[net.space] How does Geostar work?

VLSI%DEC-MARLBORO@sri-unix.UUCP (07/31/84)

From:  John Redford <VLSI at DEC-MARLBORO>

Can someone on the net tell us how the Geostar navigation system works?
The accuracies claimed for it are much higher than those for the military
Navstar system (less than 1 meter positioning accuracy versus 30 meters).
However, the Geostar ground units are simpler (they do not need an accurate
time base) and they use fewer satellites (four versus eighteen).  How can
they do so much better with so much less?  Technical answers only please,
not flames about the inferiority of anything done by the government.

John Redford
DEC-Hudson
   --------

dietz%USC-CSE%ECLA@sri-unix.UUCP (08/02/84)

Geostar works by triangulation.  A signal addressed to a portable
tranceiver is sent from the central ground station via one of the
satellites.  The ground unit then emits a very short omnidirectional
microwave pulse (with ID information included).  All four satellites
receive this pulse, and transmit it back to the ground station.  Time
delays are used to compute position.  The position is then transmitted
back to the ground unit.

The Geostar ground unit is simply a microwave tranceiver capable of
emitting high power (500 watts, I believe) short duration pulses, along
with some fast control logic to detect when the unit is being polled
and to receive and display position information.  Average power
consumption is low, because the pulses are so short (a microsecond?).

The Navstar system uses passive ground units, since they must operate
in combat conditions where radio silence is critical.  These passive
units must do the triangulation themselves, so they are expensive.

Paul Dietz
dietz%usc-cse@usc-ecl

henry@utzoo.UUCP (Henry Spencer) (08/05/84)

> Can someone on the net tell us how the Geostar navigation system works?
> The accuracies claimed for it are much higher than those for the military
> Navstar system (less than 1 meter positioning accuracy versus 30 meters).
> However, the Geostar ground units are simpler (they do not need an accurate
> time base) and they use fewer satellites (four versus eighteen).  How can
> they do so much better with so much less?  Technical answers only please,
> not flames about the inferiority of anything done by the government.

The two systems are almost duals of each other, in the mathematical sense
of "precise opposites".  Navstar works by having the user terminal ("ground
unit") time the signals from several different satellites, whose positions
are known accurately.  Geostar works by having the satellites and the
central ground computer facility time the signals from the user terminal.

The Geostar system puts most of the smarts, and most of the cost, in the
satellites and the central ground computers.  Navstar has dumb satellites
and no central ground facility, and consequently needs smart user terminals
with accurate clocks.  Geostar's user terminals are basically just digital
radios for talking to the satellites and sending them pulses to be timed.

The greater accuracy of Geostar is mostly a question of being able to
invest more in accuracy when the investment is centralized, I believe.
They may get some benefit from timing one signal at a time instead of
having to broadcast continuous position-reference signals.  And it
probably helps that they use Clarke-orbit ("geostationary") satellites,
whose positions do not change rapidly.

Geostar would probably need a few more satellites for truly global
coverage; the four-satellite requirement is basically for coverage of
the Americas, I think.  And I suspect that Geostar's accuracy is poor
near the poles, where the satellites are nearly on (or actually below!)
the horizon.  Navstar, being a military system, has to think about
these things, hence large numbers of satellites in non-Clarke orbits.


## Your objective
Could you reproduce every entry as it stands, leaving the pictures behind?

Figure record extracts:
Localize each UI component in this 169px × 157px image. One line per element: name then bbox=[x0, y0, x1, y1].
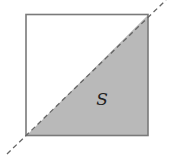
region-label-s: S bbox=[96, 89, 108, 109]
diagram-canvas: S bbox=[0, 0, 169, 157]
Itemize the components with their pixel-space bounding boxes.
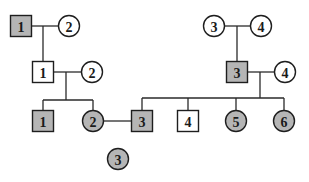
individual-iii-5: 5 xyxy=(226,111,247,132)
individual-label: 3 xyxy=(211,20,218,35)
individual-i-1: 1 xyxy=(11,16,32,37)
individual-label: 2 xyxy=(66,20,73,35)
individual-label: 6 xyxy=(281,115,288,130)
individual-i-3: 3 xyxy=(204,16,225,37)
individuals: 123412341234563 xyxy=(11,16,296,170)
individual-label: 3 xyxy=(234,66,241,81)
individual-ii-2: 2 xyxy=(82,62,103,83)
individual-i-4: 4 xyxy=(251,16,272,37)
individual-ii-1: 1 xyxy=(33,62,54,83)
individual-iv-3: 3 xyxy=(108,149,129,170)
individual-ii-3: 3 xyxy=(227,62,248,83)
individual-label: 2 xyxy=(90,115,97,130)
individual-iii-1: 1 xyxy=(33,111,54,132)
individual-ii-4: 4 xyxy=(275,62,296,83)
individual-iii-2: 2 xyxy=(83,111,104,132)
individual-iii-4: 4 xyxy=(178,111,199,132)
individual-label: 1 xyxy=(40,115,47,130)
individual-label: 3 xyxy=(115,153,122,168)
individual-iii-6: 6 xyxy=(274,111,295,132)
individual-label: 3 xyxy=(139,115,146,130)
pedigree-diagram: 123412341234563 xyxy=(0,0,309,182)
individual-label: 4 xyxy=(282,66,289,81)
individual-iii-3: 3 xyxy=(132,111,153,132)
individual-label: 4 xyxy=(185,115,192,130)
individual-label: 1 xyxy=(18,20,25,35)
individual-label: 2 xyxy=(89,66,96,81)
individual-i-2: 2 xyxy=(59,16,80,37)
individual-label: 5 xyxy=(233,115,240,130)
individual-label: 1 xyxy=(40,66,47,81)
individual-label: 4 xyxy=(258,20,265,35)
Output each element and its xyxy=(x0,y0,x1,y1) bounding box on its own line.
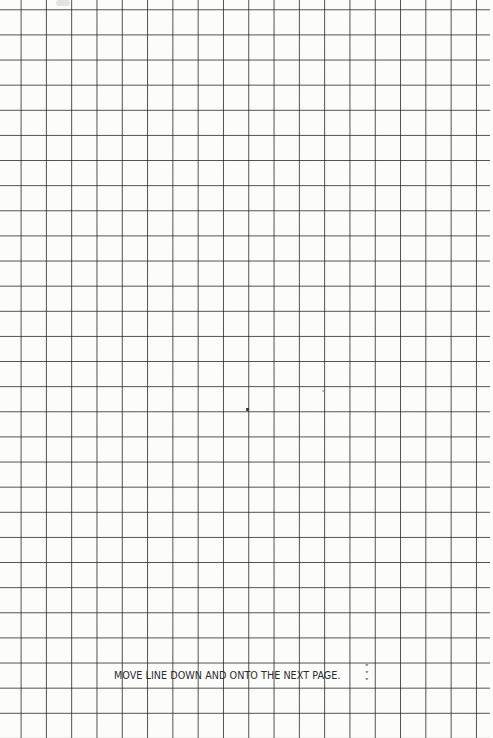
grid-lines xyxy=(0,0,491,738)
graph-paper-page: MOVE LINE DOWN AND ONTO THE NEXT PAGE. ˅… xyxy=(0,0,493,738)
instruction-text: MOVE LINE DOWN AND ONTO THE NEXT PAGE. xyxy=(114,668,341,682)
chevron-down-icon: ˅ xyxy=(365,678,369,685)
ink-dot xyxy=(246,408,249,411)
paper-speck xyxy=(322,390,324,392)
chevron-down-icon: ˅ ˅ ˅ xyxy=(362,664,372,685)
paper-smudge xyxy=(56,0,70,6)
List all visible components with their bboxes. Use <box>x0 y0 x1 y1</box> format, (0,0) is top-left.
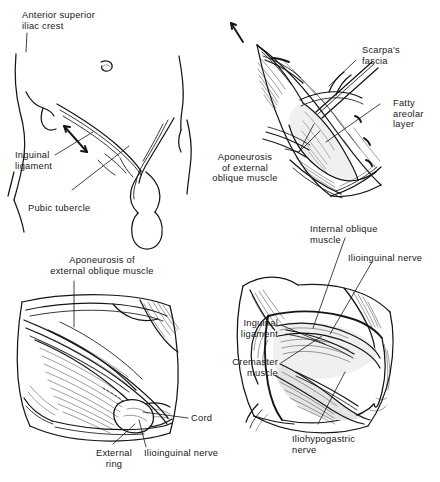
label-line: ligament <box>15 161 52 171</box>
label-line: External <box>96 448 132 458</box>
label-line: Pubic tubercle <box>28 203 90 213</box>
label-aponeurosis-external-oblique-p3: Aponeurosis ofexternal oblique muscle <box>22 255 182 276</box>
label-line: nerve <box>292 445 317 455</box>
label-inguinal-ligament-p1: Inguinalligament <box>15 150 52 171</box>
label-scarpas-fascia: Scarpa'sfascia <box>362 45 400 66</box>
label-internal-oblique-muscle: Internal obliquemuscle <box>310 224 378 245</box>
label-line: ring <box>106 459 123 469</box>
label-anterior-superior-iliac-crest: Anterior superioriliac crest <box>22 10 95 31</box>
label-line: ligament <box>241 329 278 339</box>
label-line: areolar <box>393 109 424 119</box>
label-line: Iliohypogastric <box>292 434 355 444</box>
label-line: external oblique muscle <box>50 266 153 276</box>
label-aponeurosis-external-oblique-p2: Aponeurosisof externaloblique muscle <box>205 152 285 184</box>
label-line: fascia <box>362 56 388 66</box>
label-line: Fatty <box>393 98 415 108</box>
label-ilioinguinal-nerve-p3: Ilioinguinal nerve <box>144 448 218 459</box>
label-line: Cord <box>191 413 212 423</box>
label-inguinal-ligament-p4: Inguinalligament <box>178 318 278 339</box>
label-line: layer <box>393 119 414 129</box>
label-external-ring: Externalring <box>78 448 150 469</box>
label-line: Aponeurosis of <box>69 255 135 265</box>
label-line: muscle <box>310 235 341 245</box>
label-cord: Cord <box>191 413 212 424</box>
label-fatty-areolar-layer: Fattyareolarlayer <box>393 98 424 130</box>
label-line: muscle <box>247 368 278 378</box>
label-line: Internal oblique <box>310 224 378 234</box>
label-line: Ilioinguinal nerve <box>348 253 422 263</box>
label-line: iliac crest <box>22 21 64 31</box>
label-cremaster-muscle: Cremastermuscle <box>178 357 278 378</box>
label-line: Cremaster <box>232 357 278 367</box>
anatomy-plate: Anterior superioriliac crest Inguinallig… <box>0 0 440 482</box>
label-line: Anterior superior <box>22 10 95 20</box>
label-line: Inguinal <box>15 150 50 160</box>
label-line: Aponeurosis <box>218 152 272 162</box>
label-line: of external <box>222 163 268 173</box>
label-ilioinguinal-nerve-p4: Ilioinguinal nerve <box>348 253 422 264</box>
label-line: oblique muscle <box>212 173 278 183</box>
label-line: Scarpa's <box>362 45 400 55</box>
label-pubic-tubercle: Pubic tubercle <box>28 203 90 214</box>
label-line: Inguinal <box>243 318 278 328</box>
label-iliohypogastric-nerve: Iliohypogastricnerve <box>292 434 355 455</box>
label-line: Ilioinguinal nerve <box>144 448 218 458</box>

## Solution
Localize each UI component in this 169px × 157px image. One line per element: name then bbox=[x0, y0, x1, y1].
region-label-s: S bbox=[96, 89, 108, 109]
diagram-canvas: S bbox=[0, 0, 169, 157]
Itemize the components with their pixel-space bounding boxes.
individual-iii-5: 5 xyxy=(226,111,247,132)
individual-label: 3 xyxy=(211,20,218,35)
individual-i-1: 1 xyxy=(11,16,32,37)
individual-label: 2 xyxy=(66,20,73,35)
individual-label: 6 xyxy=(281,115,288,130)
individual-i-3: 3 xyxy=(204,16,225,37)
individuals: 123412341234563 xyxy=(11,16,296,170)
individual-label: 3 xyxy=(234,66,241,81)
individual-ii-2: 2 xyxy=(82,62,103,83)
individual-i-4: 4 xyxy=(251,16,272,37)
individual-ii-1: 1 xyxy=(33,62,54,83)
individual-iv-3: 3 xyxy=(108,149,129,170)
individual-ii-3: 3 xyxy=(227,62,248,83)
individual-label: 2 xyxy=(90,115,97,130)
individual-iii-1: 1 xyxy=(33,111,54,132)
individual-ii-4: 4 xyxy=(275,62,296,83)
individual-iii-2: 2 xyxy=(83,111,104,132)
individual-iii-4: 4 xyxy=(178,111,199,132)
individual-label: 1 xyxy=(40,115,47,130)
individual-label: 3 xyxy=(115,153,122,168)
individual-iii-6: 6 xyxy=(274,111,295,132)
individual-label: 3 xyxy=(139,115,146,130)
pedigree-diagram: 123412341234563 xyxy=(0,0,309,182)
individual-label: 4 xyxy=(282,66,289,81)
individual-iii-3: 3 xyxy=(132,111,153,132)
individual-label: 4 xyxy=(185,115,192,130)
individual-label: 1 xyxy=(18,20,25,35)
individual-label: 2 xyxy=(89,66,96,81)
individual-i-2: 2 xyxy=(59,16,80,37)
individual-label: 5 xyxy=(233,115,240,130)
individual-label: 1 xyxy=(40,66,47,81)
individual-label: 4 xyxy=(258,20,265,35)
Output each element and its xyxy=(x0,y0,x1,y1) bounding box on its own line.
grid-lines xyxy=(0,0,491,738)
graph-paper-page: MOVE LINE DOWN AND ONTO THE NEXT PAGE. ˅… xyxy=(0,0,493,738)
instruction-text: MOVE LINE DOWN AND ONTO THE NEXT PAGE. xyxy=(114,668,341,682)
chevron-down-icon: ˅ xyxy=(365,678,369,685)
ink-dot xyxy=(246,408,249,411)
paper-speck xyxy=(322,390,324,392)
chevron-down-icon: ˅ ˅ ˅ xyxy=(362,664,372,685)
paper-smudge xyxy=(56,0,70,6)
List all visible components with their bboxes. Use <box>x0 y0 x1 y1</box> format, (0,0) is top-left.
label-line: ligament <box>15 161 52 171</box>
label-line: External <box>96 448 132 458</box>
label-line: Pubic tubercle <box>28 203 90 213</box>
label-aponeurosis-external-oblique-p3: Aponeurosis ofexternal oblique muscle <box>22 255 182 276</box>
label-line: nerve <box>292 445 317 455</box>
label-inguinal-ligament-p1: Inguinalligament <box>15 150 52 171</box>
label-scarpas-fascia: Scarpa'sfascia <box>362 45 400 66</box>
label-internal-oblique-muscle: Internal obliquemuscle <box>310 224 378 245</box>
label-line: ring <box>106 459 123 469</box>
label-anterior-superior-iliac-crest: Anterior superioriliac crest <box>22 10 95 31</box>
label-line: ligament <box>241 329 278 339</box>
label-line: areolar <box>393 109 424 119</box>
label-line: Iliohypogastric <box>292 434 355 444</box>
label-line: external oblique muscle <box>50 266 153 276</box>
label-aponeurosis-external-oblique-p2: Aponeurosisof externaloblique muscle <box>205 152 285 184</box>
label-line: fascia <box>362 56 388 66</box>
label-line: Fatty <box>393 98 415 108</box>
label-ilioinguinal-nerve-p3: Ilioinguinal nerve <box>144 448 218 459</box>
label-line: Cord <box>191 413 212 423</box>
label-inguinal-ligament-p4: Inguinalligament <box>178 318 278 339</box>
label-line: layer <box>393 119 414 129</box>
label-external-ring: Externalring <box>78 448 150 469</box>
label-line: Aponeurosis of <box>69 255 135 265</box>
label-line: muscle <box>310 235 341 245</box>
label-cord: Cord <box>191 413 212 424</box>
label-fatty-areolar-layer: Fattyareolarlayer <box>393 98 424 130</box>
label-line: muscle <box>247 368 278 378</box>
label-line: Internal oblique <box>310 224 378 234</box>
label-line: Ilioinguinal nerve <box>348 253 422 263</box>
label-line: iliac crest <box>22 21 64 31</box>
label-cremaster-muscle: Cremastermuscle <box>178 357 278 378</box>
label-line: Cremaster <box>232 357 278 367</box>
anatomy-plate: Anterior superioriliac crest Inguinallig… <box>0 0 440 482</box>
label-line: Anterior superior <box>22 10 95 20</box>
label-line: Inguinal <box>15 150 50 160</box>
label-line: Aponeurosis <box>218 152 272 162</box>
label-line: of external <box>222 163 268 173</box>
label-ilioinguinal-nerve-p4: Ilioinguinal nerve <box>348 253 422 264</box>
label-line: oblique muscle <box>212 173 278 183</box>
label-line: Scarpa's <box>362 45 400 55</box>
label-pubic-tubercle: Pubic tubercle <box>28 203 90 214</box>
label-line: Inguinal <box>243 318 278 328</box>
label-iliohypogastric-nerve: Iliohypogastricnerve <box>292 434 355 455</box>
label-line: Ilioinguinal nerve <box>144 448 218 458</box>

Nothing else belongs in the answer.